Roanoke Times Copyright (c) 1995, Landmark Communications, Inc. DATE: MONDAY, January 17, 1994 TAG: 9401170076 SECTION: VIRGINIA PAGE: C-1 EDITION: METRO SOURCE: DATELINE: LENGTH: Medium
And not only because the 1991 redistricting turned Allen, then 7th District representative, into a politician in need of a job.
The redistricting plan also spurred Lawrence Lewis Jr., one of the capital's Main Street monarchs, to put his checkbook and his clout at Allen's disposal.
"What started it was that I felt he got gypped when they did this hatchet job of redistricting," the outspoken 76-year-old financier said last week, tracing the steps that made him perhaps Allen's primary benefactor and corporate booster.
It was Lewis who called Jimmy Wheat, Allen's treasurer, soon after Allen's nomination to say - literally - meet me at the bank. Without being asked, Lewis provided a $100,000 loan, putting Allen on television at a time when his opponent had a $2.7 million-to-$288,000 fund-raising advantage.
Then, too, it was Lewis who gave Allen more than $50,000 outright, put his private airplane on loan to the campaign, and introduced Allen to a skeptical Main Street crowd. When 20 of the city's leading money men held a straw poll on the three-way GOP gubernatorial contest last February, Allen got three votes - including Lewis'.
Allen acknowledged the debt at a business leaders' luncheon last week, noting, "He has been with me every step of the way."
That tribute brings to a fitting close more than a decade in which the white-haired multimillionaire has been a bulwark for oft-struggling state Republicans. "He's been the No. 1 financier to the state party and the Republican caucus," said one GOP insider.
In many ways, the sometimes-courtly, sometimes-brusque Lewis is unique in Virginia politics. Romance and intrigue color the fortune he and his sister inherited from their great-aunt, Mary Lily Kenan Flagler. Third wife of Henry M. Flagler, a founder of Standard Oil and a developer of Florida, Mary Lily was once the richest woman in America.
Her untimely death and a disputed will, in which she left her second husband, Judge Robert Worth Bingham of Louisville, Ky., the $5 million he used to launch a newspaper dynasty, remains one of the mysteries of the publishing world.
With typical bluntness, Lewis dismisses relatives who had Mary Lily's body exhumed as "crackpots."
Such frankness sets Lewis apart from many in his crowd.
Consider his explanation for why he backed Republican Marshall Coleman against Democrat Douglas Wilder in the 1989 governor's race, for instance. "Both of them were SOBs. He happened to be my SOB," said Lewis.
Nor is he penitent about an annual stag party/fund raiser held at his house for politicians, including Allen in 1992. This year the crowd was mixed, and "we see young, pretty faces, but the mood has changed. The jokes are not as raucous, there's less drinking, and less money," he said.
In other ways, Lewis - a leader in historic preservation in Florida and charitable causes in Virginia - epitomizes the crowd that surrounded former U.S. Sen. Harry Byrd Jr.
One of the last of that group to wield political influence, Lewis huffily rejects the notion that there might be a quid pro quo for his service to Allen. He helped because "it's my duty," Lewis said. The reward is "for the commonwealth and the nation to have decent, conservative government."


Problem details
Copy out every line of the data where the word "value" is found.
──────────
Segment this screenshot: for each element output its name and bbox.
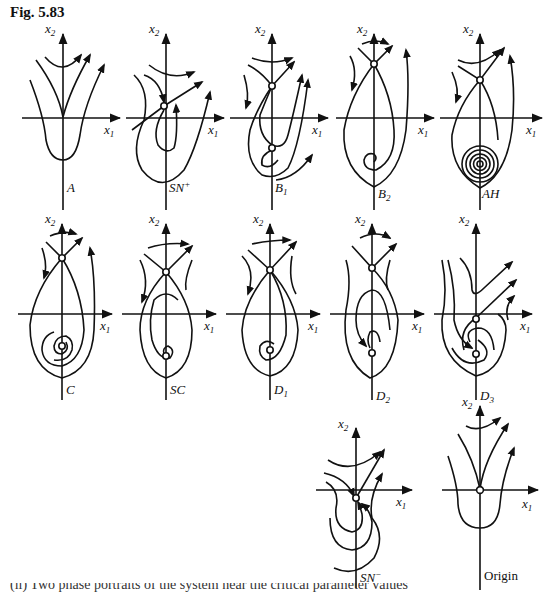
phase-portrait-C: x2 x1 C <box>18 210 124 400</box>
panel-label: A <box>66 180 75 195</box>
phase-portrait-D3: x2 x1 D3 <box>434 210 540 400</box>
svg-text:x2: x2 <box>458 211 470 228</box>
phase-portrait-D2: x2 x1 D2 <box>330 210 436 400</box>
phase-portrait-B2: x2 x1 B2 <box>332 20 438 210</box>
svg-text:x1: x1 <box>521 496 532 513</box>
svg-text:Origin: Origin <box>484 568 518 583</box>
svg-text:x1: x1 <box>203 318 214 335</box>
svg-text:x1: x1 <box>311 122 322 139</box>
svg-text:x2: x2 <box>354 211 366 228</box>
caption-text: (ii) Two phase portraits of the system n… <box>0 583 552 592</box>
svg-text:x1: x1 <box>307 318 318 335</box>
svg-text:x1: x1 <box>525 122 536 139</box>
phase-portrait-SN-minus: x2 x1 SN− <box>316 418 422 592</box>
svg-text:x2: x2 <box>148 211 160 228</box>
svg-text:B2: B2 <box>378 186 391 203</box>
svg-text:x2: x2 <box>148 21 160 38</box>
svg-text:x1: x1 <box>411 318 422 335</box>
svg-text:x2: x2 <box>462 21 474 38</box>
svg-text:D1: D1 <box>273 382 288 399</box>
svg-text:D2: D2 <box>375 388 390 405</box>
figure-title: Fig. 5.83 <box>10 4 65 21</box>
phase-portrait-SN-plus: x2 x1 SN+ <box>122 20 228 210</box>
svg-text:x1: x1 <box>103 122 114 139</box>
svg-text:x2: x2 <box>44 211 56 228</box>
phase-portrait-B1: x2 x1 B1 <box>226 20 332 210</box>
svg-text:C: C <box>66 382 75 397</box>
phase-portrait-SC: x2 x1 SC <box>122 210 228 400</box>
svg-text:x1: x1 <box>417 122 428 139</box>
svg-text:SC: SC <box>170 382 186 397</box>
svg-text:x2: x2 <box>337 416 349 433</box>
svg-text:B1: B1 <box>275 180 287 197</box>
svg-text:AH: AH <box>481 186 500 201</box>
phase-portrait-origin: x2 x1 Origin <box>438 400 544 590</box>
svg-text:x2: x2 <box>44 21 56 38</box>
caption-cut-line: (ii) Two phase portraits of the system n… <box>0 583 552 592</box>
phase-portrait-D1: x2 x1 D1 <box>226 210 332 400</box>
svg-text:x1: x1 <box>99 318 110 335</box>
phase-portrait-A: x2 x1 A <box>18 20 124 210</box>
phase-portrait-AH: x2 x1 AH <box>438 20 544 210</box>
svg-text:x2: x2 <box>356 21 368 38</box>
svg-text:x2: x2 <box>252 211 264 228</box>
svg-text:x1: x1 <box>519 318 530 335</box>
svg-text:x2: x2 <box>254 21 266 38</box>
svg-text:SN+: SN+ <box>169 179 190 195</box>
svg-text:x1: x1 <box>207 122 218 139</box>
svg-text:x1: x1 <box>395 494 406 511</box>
──────────
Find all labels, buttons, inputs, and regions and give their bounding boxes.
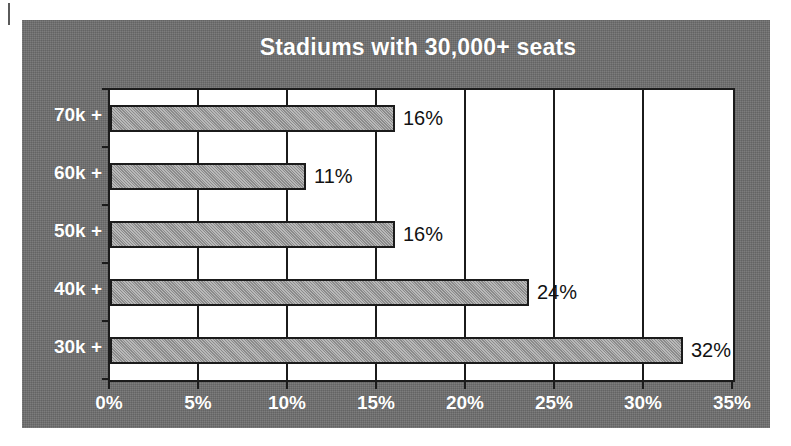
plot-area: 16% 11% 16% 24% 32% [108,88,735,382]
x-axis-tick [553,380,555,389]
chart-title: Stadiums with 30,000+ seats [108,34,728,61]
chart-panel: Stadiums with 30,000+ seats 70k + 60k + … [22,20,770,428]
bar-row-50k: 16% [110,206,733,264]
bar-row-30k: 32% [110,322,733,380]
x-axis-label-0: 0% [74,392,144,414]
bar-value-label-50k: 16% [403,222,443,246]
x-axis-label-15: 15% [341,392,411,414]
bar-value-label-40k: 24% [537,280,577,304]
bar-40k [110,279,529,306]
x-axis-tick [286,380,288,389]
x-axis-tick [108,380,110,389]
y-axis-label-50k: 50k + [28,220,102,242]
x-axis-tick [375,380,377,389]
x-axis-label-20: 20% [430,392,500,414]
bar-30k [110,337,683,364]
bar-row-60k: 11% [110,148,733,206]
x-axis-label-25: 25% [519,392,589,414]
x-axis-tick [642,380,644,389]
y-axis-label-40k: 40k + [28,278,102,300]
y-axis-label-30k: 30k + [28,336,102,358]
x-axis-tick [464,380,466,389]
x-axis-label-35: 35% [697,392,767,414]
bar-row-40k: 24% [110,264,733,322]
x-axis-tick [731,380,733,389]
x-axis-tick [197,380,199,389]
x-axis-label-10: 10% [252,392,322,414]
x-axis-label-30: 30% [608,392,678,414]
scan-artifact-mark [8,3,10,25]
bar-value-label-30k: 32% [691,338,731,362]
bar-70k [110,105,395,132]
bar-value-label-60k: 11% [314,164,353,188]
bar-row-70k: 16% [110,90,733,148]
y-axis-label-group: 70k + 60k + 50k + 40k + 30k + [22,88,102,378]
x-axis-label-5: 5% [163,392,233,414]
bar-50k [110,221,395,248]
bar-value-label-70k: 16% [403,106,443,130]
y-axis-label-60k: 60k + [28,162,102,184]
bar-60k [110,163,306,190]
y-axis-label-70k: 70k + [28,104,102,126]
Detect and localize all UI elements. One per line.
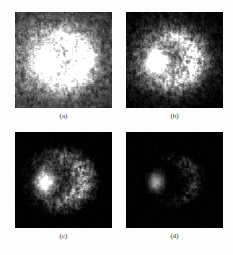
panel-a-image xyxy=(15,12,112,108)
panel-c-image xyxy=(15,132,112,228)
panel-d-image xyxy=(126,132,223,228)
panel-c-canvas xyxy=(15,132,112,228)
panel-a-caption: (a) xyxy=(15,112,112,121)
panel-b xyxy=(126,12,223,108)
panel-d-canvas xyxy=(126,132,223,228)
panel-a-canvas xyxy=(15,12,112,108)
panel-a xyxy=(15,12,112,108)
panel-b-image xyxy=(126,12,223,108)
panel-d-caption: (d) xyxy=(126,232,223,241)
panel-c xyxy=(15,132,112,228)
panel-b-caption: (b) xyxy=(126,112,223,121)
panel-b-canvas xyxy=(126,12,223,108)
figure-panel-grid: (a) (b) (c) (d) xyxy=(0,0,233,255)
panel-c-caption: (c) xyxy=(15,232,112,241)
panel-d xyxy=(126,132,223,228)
──────────
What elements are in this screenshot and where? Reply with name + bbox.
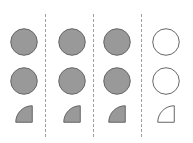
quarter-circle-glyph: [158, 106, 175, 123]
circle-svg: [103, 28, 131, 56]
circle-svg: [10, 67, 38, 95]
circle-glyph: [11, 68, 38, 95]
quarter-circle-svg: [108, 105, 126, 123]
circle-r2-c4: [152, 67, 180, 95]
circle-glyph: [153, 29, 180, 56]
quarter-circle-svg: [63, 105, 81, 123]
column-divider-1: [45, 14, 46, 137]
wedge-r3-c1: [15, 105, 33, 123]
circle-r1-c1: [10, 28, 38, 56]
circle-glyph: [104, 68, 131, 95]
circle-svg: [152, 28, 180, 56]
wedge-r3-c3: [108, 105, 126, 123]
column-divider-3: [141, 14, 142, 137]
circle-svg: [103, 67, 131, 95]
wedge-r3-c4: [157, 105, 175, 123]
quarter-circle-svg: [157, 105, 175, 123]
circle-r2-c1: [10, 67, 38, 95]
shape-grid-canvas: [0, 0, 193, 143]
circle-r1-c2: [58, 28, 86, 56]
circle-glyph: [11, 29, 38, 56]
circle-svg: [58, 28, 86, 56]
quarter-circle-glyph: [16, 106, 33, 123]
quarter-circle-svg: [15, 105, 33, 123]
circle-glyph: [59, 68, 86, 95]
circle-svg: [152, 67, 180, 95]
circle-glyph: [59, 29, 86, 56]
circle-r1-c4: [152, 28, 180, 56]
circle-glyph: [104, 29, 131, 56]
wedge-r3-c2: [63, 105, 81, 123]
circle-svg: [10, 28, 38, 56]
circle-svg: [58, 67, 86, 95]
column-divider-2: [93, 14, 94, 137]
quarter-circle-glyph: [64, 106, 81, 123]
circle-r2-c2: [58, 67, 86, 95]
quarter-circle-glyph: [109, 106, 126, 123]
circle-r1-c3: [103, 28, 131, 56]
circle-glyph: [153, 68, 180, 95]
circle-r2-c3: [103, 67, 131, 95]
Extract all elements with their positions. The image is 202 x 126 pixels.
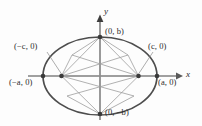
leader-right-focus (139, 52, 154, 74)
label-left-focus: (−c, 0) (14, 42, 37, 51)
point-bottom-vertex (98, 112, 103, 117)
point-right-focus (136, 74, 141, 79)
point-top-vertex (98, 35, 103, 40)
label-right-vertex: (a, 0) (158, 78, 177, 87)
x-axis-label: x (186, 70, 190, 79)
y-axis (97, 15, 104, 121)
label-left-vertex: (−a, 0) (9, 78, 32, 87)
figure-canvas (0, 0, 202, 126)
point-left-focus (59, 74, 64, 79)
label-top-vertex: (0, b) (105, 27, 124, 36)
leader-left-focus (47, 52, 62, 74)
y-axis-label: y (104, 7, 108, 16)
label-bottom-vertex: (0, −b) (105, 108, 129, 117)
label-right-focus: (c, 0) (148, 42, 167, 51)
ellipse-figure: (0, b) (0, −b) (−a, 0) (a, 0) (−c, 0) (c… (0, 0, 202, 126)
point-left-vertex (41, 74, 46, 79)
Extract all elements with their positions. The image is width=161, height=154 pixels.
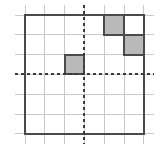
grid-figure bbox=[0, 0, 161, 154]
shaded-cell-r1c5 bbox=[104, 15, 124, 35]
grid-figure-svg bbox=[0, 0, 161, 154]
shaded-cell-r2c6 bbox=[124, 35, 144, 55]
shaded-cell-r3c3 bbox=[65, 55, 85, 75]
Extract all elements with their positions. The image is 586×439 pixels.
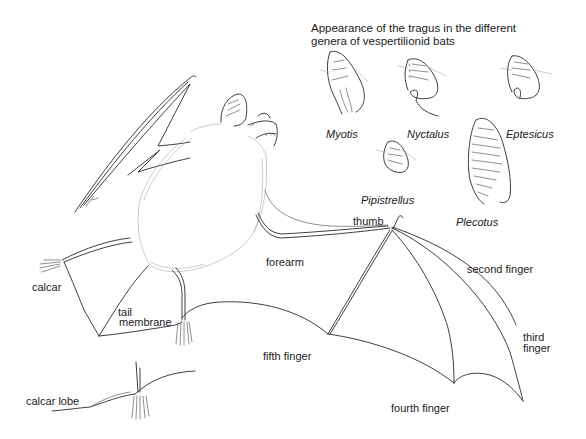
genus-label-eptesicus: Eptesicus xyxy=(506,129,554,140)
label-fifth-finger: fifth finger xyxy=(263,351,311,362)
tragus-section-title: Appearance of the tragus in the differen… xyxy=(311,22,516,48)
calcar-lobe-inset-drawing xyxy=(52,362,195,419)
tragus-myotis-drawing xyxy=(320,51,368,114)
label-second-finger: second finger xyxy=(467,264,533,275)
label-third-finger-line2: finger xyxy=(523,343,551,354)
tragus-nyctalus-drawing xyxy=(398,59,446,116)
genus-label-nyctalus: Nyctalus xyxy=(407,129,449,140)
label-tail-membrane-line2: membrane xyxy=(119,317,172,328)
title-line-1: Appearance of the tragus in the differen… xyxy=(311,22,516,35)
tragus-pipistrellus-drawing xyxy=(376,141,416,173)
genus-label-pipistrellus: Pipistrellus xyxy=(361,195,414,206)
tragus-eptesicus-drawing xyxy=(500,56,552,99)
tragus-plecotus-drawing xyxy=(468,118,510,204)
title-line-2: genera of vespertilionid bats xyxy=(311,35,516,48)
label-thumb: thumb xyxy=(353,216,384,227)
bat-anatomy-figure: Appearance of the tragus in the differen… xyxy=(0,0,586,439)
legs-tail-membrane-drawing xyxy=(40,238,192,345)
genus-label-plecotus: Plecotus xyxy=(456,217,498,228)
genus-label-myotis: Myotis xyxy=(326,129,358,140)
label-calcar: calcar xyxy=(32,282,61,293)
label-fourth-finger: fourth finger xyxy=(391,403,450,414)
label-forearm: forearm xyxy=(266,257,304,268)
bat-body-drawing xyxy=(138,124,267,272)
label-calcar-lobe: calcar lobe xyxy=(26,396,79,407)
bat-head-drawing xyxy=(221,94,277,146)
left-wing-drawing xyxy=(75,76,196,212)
──────────
Response area
bar-value-label-50k: 16% [403,222,443,246]
bar-value-label-40k: 24% [537,280,577,304]
bar-value-label-30k: 32% [691,338,731,362]
bar-value-label-60k: 11% [314,164,353,188]
bar-value-label-70k: 16% [403,106,443,130]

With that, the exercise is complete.